One of the advantages of coming to
this juncture after your NParent has died is that you can stop collecting
evidence. Oh, you may have to do some brain work to recover suppressed
memories, but there is no new—and potentially confusing—evidence being
manufactured daily, which is very much the case for people whose NPs are still
living. Dealing with a static situation is much less confusing than dealing
with one in which the dynamics can change at the drop of a hat.
But, there are disadvantages to
dealing with this when the NP is dead—you can’t test the situation to see if
your discoveries are, in fact, correct. You can’t ask questions to see if your
NP has a plausible reason for their behaviour and, of course, there are always
those who make it their business to criticize and find fault with your search
for inner peace because they think the dead should be enshrined as saints and
you are busy exposing their idol’s feet of clay.
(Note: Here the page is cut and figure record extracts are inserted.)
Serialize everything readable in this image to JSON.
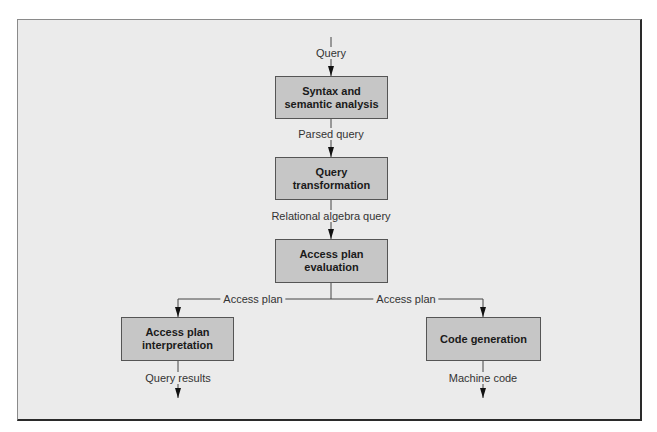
{
  "diagram": {
    "title": "",
    "nodes": [
      {
        "id": "syntax",
        "label": "Syntax and semantic analysis"
      },
      {
        "id": "transform",
        "label": "Query transformation"
      },
      {
        "id": "evaluation",
        "label": "Access plan evaluation"
      },
      {
        "id": "interpretation",
        "label": "Access plan interpretation"
      },
      {
        "id": "codegen",
        "label": "Code generation"
      }
    ],
    "edges": [
      {
        "from": "input",
        "to": "syntax",
        "label": "Query"
      },
      {
        "from": "syntax",
        "to": "transform",
        "label": "Parsed query"
      },
      {
        "from": "transform",
        "to": "evaluation",
        "label": "Relational algebra query"
      },
      {
        "from": "evaluation",
        "to": "interpretation",
        "label": "Access plan"
      },
      {
        "from": "evaluation",
        "to": "codegen",
        "label": "Access plan"
      },
      {
        "from": "interpretation",
        "to": "output",
        "label": "Query results"
      },
      {
        "from": "codegen",
        "to": "output",
        "label": "Machine code"
      }
    ]
  },
  "colors": {
    "background": "#ebebeb",
    "box_fill": "#c6c6c6",
    "line": "#333333"
  }
}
I don’t really have any answers
here—my NM was very much alive and in fine fettle when I went into therapy. She
had another dozen or so years to inflict herself and her maliciousness on me
and the rest of my family. It was clear that there was no love lost between us,
that there never had been. She was a predator and I was her favourite prey—that
began before I can remember (and I can remember a few things back to age 2) and
it continued until after she died, her Will a document of both generosity (to
some) and character assassination ( of others). But I continued processing my
experiences of being her daughter for many years after she died and I found it
was somewhat easier, since I wasn’t constantly fending off new assaults or
trying to integrate her latest inconsistent behaviour into my picture of her.
What was not easier, however, is
the lack of reinforcement after she died. In her last years we had contact once
or twice a year and each time I came away from a visit or put down a letter
from her, my tank was topped up: I was reminded, sometimes forcefully, of why
we were estranged and why we would always be so. Once she died, I found myself
in the amazing space of second-guessing myself, my convictions, my own memories.
I became less emotionally engaged (probably due to lack of reinforcing
provocation) and the distance that brought caused me to start thinking of
excuses for her. It was hard, sometimes, to remember just how awful she was to
me. Time may not heal all wounds but it does dull the pain and therein lies the
trap: as the pain dulls, so does your conviction of the need to protect
yourself and that can lead to new pain.
My best advice in this is to
journal. Especially is s/he has died. Write an account of your experiences with
your NP—the experiences that hurt you, why it hurt, how it hurt, what s/he
should have done under those same circumstances. Funny thing, when I did that,
I realized just how much choice she had, how many options she had at her
command, and it made me seriously question why she invariably chose brutality,
both physical and emotional. She did not learn this from her parents—her brothers
confirmed that as well as my experiences of living with them for multiple
summers. Writing things down kept them accessible to me as I puzzled out
seemingly conflicting things: her ability to scream at me and, in half a second,
be speaking sweetly and calmly to a friend on the phone. Write things down so
that you collect the body of evidence that your subconscious will quietly sort
for you, kicking up little “aha!” moments and the occasional big epiphany.
Remember that none of their
behaviour was your fault, it was their choice, and you have never had any power
over their choices. In the long run, it is easier to sort out the dynamics of
the parent who died, leaving a fixed legacy for you to work with, than the
living parent who continues to add insults and injuries, but neither is stress-free.